The Acme Market was the first unit of the new Paoli Shopping Center that was being developed on the 11+-acre site by the firm of Mailey, Smyth, and Walton. It was the first "shopping center" on the upper Main Line. When it was first planned, it was announced that it would include a small department store, a bowling alley, and a motion picture theater, among its twenty-five proposed units.
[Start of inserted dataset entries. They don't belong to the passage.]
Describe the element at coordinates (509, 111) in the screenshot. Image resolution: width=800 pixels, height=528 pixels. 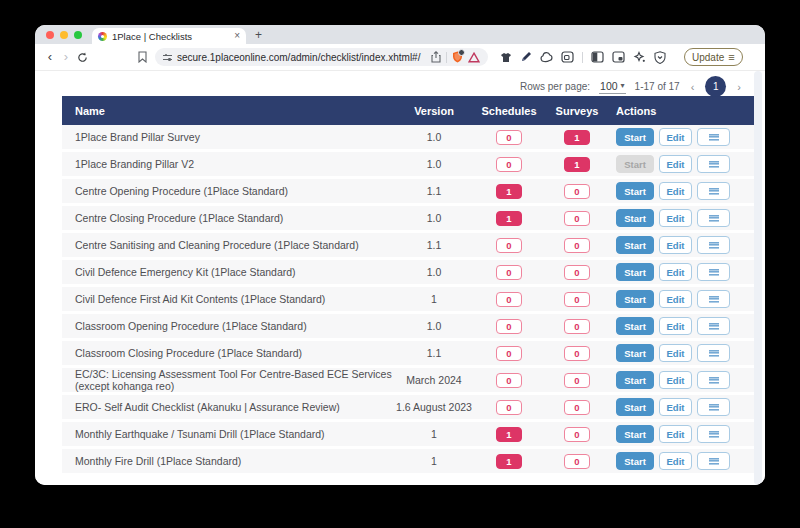
I see `column-header-schedules: Schedules` at that location.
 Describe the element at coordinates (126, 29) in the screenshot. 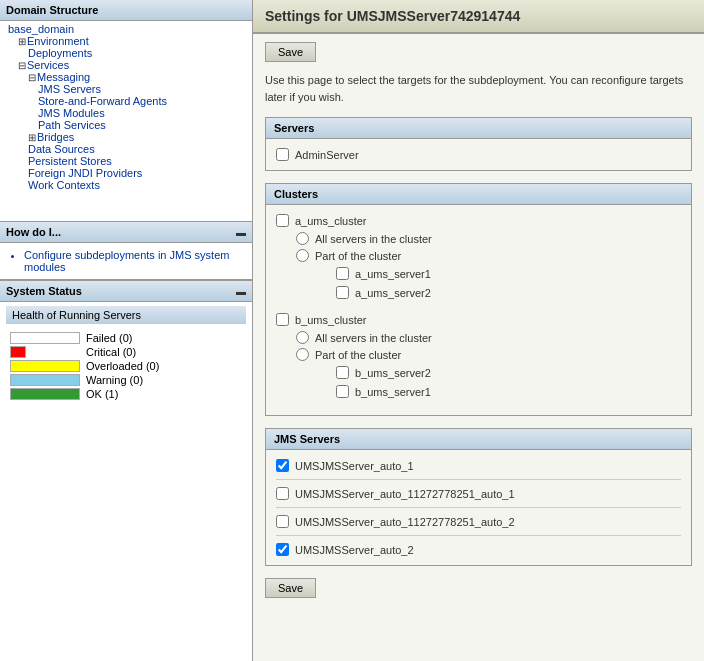

I see `tree-base-domain: base_domain` at that location.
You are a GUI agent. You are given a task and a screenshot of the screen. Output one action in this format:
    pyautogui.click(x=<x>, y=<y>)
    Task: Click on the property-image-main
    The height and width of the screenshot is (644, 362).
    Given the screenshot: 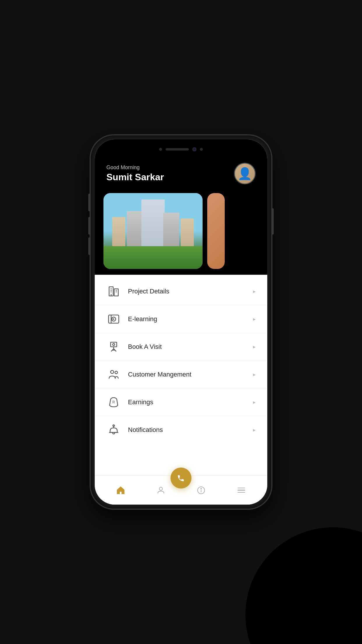 What is the action you would take?
    pyautogui.click(x=153, y=231)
The first five units running back from the pike along the east side of the Acme Market, and the Hardware Center, were opened shortly after the Acme. Additional units on either side of the Hardware Center, and running east and west parallel to the highway, were added in 1957 and 1958. A final group of stores along the east side of the parking lot were added a couple of years later. Much of the construction work on the project was done by Lowell Gable. Ten of the original stores were later damaged by fires in 1967 and 1970, but in each case they were quickly reconstructed. Among the early tenants still located in the Shopping Center, in addition to the Acme and Hardware Center, are the Paoli Center Pharmacy, the M-R Shop, Walter J. Cook's Jewelry store, Higgins' Bakery, and Suzanne's. Other early, and long-time, tenants of the center who are no longer there include Deever's Men's Store, Henry's Barber shop, Dick's Delicatessen, and Helen Ware's Children's Clothing store.
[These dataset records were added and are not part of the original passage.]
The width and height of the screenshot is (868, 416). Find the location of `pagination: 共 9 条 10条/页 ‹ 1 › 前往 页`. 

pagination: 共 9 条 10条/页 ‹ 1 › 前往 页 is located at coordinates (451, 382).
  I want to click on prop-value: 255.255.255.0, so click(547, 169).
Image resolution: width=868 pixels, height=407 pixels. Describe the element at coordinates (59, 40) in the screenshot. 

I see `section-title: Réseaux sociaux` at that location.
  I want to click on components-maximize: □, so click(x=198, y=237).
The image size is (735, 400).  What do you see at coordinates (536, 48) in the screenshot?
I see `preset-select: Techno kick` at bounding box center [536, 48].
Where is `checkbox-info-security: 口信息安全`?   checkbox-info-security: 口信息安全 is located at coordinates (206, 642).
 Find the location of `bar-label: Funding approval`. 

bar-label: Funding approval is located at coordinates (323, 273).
The Mobil service station, on the highway at the eastern end of the Shopping Center, opened at about the same time as the shopping center, in 1955.

Across the highway is a travel agency, in another remodeled old residence, and the Paoli Rug Company which also opened in about 1955.

At the corner is the old Schofield Building. Recently refurbished, it is the oldest building on the pike in Paoli. In the late 18th and early 19th century it was a general store and grocery, and for four years during President Cleveland's second administration, from 1893 to 1897, it was also the Paoli post office, with H. B. Schofield, the storekeeper, also the postmaster. More recently, in the 1940s and 1950s, it was a bar and restaurant, the Green Lantern. It has since been remodeled and converted into offices and apartments, and recently was renamed Paoli Corner.

Note: We welcome additional recollections — or corrections — about the changing face of Paoli for future issues of the Quarterly.